1/11/2007

Poland Grants Free Worker Access To 11 EU And EFTA Countries

Poland is granting seven EU member states and the four European Free Trade Area (EFTA) countries free access to its labour market, the Polish Minister of Labour, Anna Kalata, said Wednesday.

Announcing the lifting of the labour market restrictions in Warsaw, Kalata said that free access to the labour market was one of the "fundamental rights of the EU."

Under the new regulations, citizens of Germany, Austria, The Netherlands, Denmark, France, Luxembourg and Belgium are entitled to work in Poland without a work permit.

Citizens of the four EFTA countries, Sweden, Iceland, Liechtenstein and Norway will also be allowed free access to the Polish labour market.

Kalata did not expect the Polish unemployment rate, which is currently 15 per cent, to be adversely affected.

Earning opportunities in Poland meant that the citizens of the EU and EFTA countries would not be particularly interested in the Polish labour market, she said, in a reference to the large disparity in incomes between Poland and its western and northern neighbours.

In 2005, 1,600 citizens of EU member states sought employment in Poland and in the first six months of 2006 there were 433 jobseekers from Poland's western neighbours.

Ireland, Britain and Sweden, which opened their labour markets to Poland when the country joined the EU in May, 2004, have had full access to the Polish jobs market since then.

Meanwhile, research published Wednesday by the Polish research institute, ARC, shows that unemployment rates amongst Poland's rural population are as high as 58 per cent.
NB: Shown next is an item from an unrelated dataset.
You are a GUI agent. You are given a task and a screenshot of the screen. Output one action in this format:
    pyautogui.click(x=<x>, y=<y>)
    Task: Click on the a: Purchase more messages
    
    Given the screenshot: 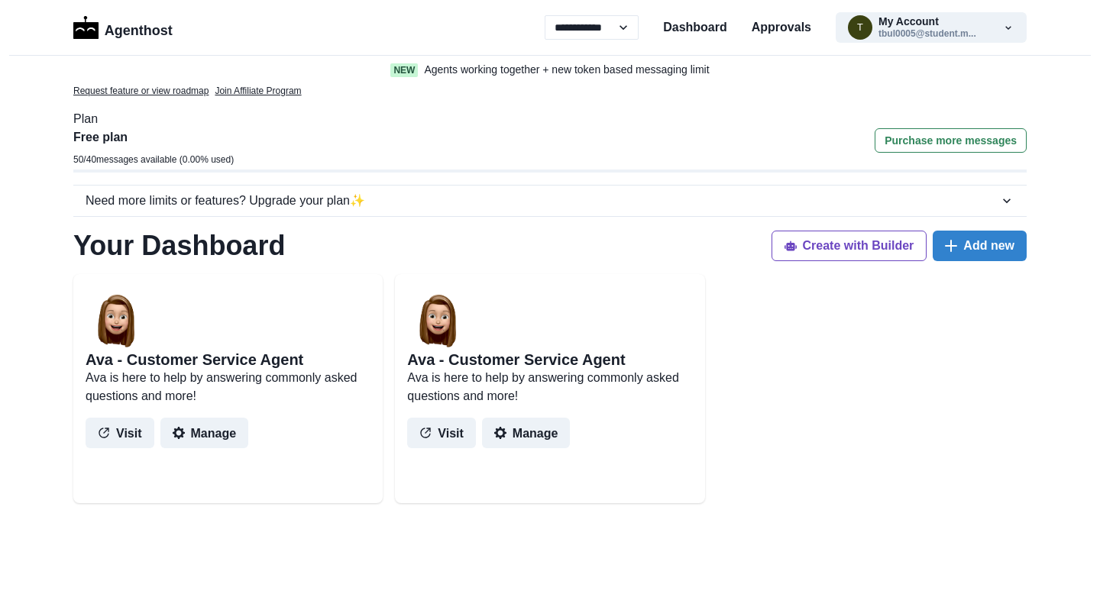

ARC's research, which focused on the problem of unemployment in rural Poland for the first time, found high rate of long-term unemployment in rural areas of Poland, according to Adam Czarnecki of the research institute. Almost 58 per cent of agricultural workers had been unemployed for more than three years.

Farmers and other agricultural workers do not normally appear in Polish unemployment statistics owing to their official status.

Farmers are entitled to social insurance and are expected to make their living from agriculture. Farmers' income, especially that of small farmers with less than 15 hectares of land, was found to be shockingly low.

Only 12 per cent had an income comparable with the national average and many were living on the poverty threshold.

At least 40 per cent of respondents had a per capita income of less than 500 zloty (172 dollars).

Seasonal work abroad was one way that farmers could supplement their meagre incomes.